Later, as many of these writers and directors diversified, kitchen sink realism was taken up by television directors who produced television plays. The single play was then a staple of the medium, and Armchair Theatre (1956–68), produced by the ITV contractor ABC, The Wednesday Play (1964–70) and Play for Today (1970–84), both BBC series, contained many works of this kind. Jeremy Sandford's television play Cathy Come Home (1966, directed by Ken Loach for The Wednesday Play slot) for instance, addressed the issue of homelessness.[16]

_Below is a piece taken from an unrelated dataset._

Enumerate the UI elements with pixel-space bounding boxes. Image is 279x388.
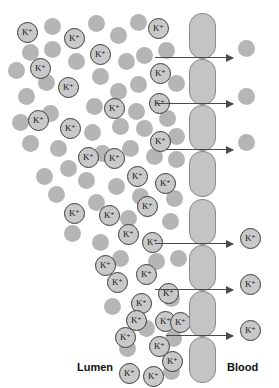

Kitchen sink realism was used in the novels of Stan Barstow, John Braine, Alan Sillitoe and others.[17]

Since the 1960s

The influence of kitchen sink realism has continued in the work of many more recent British directors, most notably Ken Loach (whose first directorial roles were in late 1960s kitchen sink dramas) and Mike Leigh. Other directors to continue working within the spirit of kitchen sink realism include Shane Meadows, Andrea Arnold, Clio Barnard, and Lynne Ramsay.[18] The term "neo kitchen sink" has been used for films such as Leigh's 2004 Vera Drake.[19]

List of films

List of plays

See also

References

  1. ^ Chilvers, Ian (1 January 2004). "Kitchen Sink School". The Oxford Dictionary of Art. Oxford University Press. ISBN 978-0-19-860476-1.
  2. ^ a b c Heilpern, John. John Osborne: The Many Lives of the Angry Young Man, New York: Knopf, 2007.
  3. ^ Walker, John. (1992) "Kitchen Sink School". Glossary of Art, Architecture & Design since 1945, 3rd. ed. Retrieved 20 January 2012.
  4. ^ Todd, James G. "Social Realism". Art Terms. Museum of Modern Art, 2009.
  5. ^ Korin, Pavel, “Thoughts on Art”, Socialist Realism in Literature and Art. Progress Publishers, Moscow, 1971, p. 95.
  6. ^ "Social Realism". Retrieved 2008-05-04.
  7. ^ "Everything you need to know about Kitchen Sink Dramas - Reader's Digest". www.readersdigest.co.uk.
  8. ^ MacCabe, Colin. "A Taste of Honey: Northern Accents". The Criterion Collection.
  9. ^ Ford, Lynsey. "11 Films That Explore The British Class System". Culture Trip.
  10. ^ Ian Chilvers; John Glaves-Smith (2009). A Dictionary of Modern and Contemporary Art. Oxford University Press. p. 259. ISBN 978-0-19-923965-8
  11. ^ "John Bratby 1928–1992". Tate. Retrieved 6 January 2014.
  12. ^ "Jack Smith obituary". the Guardian. 2011-06-17. Retrieved 2022-10-26.
  13. ^ Archer, William (January 1, 2004). "Play-Making: A Manual of Craftsmanship" – via Project Gutenberg.
  14. ^ J L Styan, Modern Drama in Theory and Practice I, quoted by Innes (2000, 7).
  15. ^ John Russell Taylor. Anger and After, 1962, London: Methuen.
  16. ^ "Legacy of Cathy Come Home should fuel fury over homelessness". the Guardian. 2016-05-20. Retrieved 2022-10-26.
  17. ^ Schudel, Matt (August 3, 2011). "Stan Barstow, British author of 'A Kind of Loving,' dies at 83". The Washington Post.
  18. ^ Mitchell, W., "When kitchen-sink drama revolutionised British cinema," The Telegraph, 11 July 2017. Retrieved 2 January 2021.
  19. ^ Hardy, Molly O'Hagan (2007). "Gendered trauma in Mike Leigh's Vera Drake(2004)". Studies in European Cinema. 3 (3): 211–221. doi:10.1386/seci.3.3.211_1. S2CID 96470436.
  20. ^ "A ★★★½ review of Sparrows Can't Sing (1963)". letterboxd.com.
  21. ^ "Georgy Girl". Empire. April 5, 2006.
  22. ^ "Where to begin with kitchen sink drama". British Film Institute.